Step #5: Assemble your people, processes, and systems
Answer the following questions about your people, processes, and systems to make sure you have a strong foundation for your maintenance analytics program:
People
Processes
Systems
- Who is accountable for this metric?
- Who is responsible for collecting, analyzing, and making decisions with data?
- Who is consulted and informed about the data and results?
- How often is the data collected, analyzed, shared, and used?
- What benchmarks and goals are associated with the data?
- What unit of measurement is being used?
- Where is the data stored?
- What happens if data improves or regresses?
- What systems are needed to collect, store, and access data?
- How is data being collected and organized in the system?
- What tools are required to analyze, share, and act on data?
Step #6: Plan, do, check, act (PDCA)
The PDCA model helps you make use of your data and fill the gaps in your maintenance analytics program. Here’s how it works:
Plan Put all the details about what data you’re collecting, how you’re collecting it, and what you’re doing with it into a standard operating procedure. Everyone can refer to this document when learning the new process. Do Follow through with the plan. Consistency is key. Collect data at the same frequency, in the same way, for as long as it takes to get reliable results. Check Analyze the data and find out if your plan is working. On the data side, make observations and find insights. For example, the observation might be that clean startups increased 25% last month. The insights could be that the specs were recently updated on those machines so repairs were more in line with the operating contexts. On the planning side, audit your processes, people, and systems. If you see roadblocks, like missing or inaccurate data, find the root cause. Act Use the insights from the previous step to make decisions. If spec changes led to more clean startups, audit and update specs on all assets. The same goes for your processes, people, and systems. If a technician is lacking information, for example, consider giving them extra training.Step #7: Scale
Expanding your maintenance analytics program can be straightforward from an operational perspective—take the formula that worked well and apply it to more shifts, sites, or assets.

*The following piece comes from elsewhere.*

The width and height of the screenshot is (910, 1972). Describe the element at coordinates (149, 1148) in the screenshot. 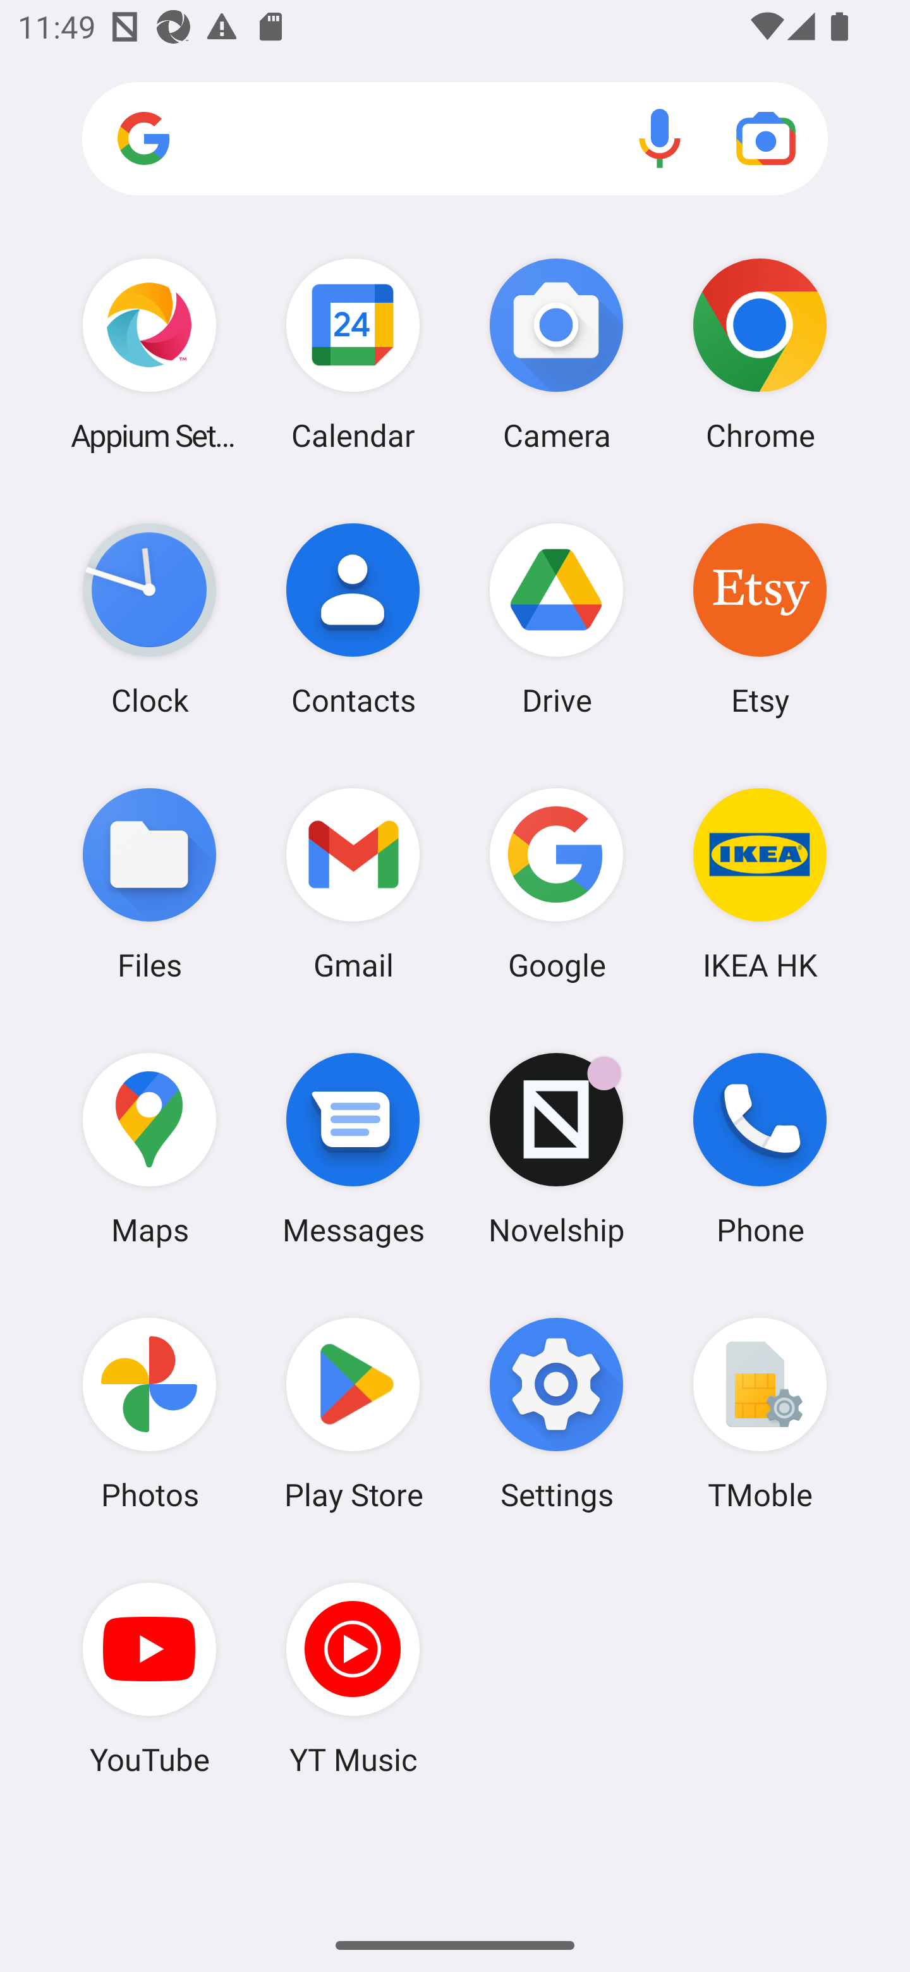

But that’s not all you have to consider. A larger program requires more of everything, like:
- Training
- Standard operating procedures
- System functionality
- Buy-in
- Reporting
A key piece of scaling your analytics program is convincing people to give you more time and money for all these things. This article goes deep into using data and storytelling to highlight the value of your project, but here are some major takeaways:
Start small and win big with a maintenance analytics program
Analyzing data can be like stepping into a giant maze. It’s disorienting, especially when you’re staring at a spreadsheet full of numbers.
Starting small shrinks that maze into a manageable size. It does this by focusing your efforts on one part of your operation. You can find trends in your data much faster, take action immediately, and build on that success with greater support.
Once you’ve mastered the art of starting small, you can replicate this formula for all projects, eliminating red tape and second-guessing along the way. When you get small wins on a big scale, your maintenance team can bring massive value to the company.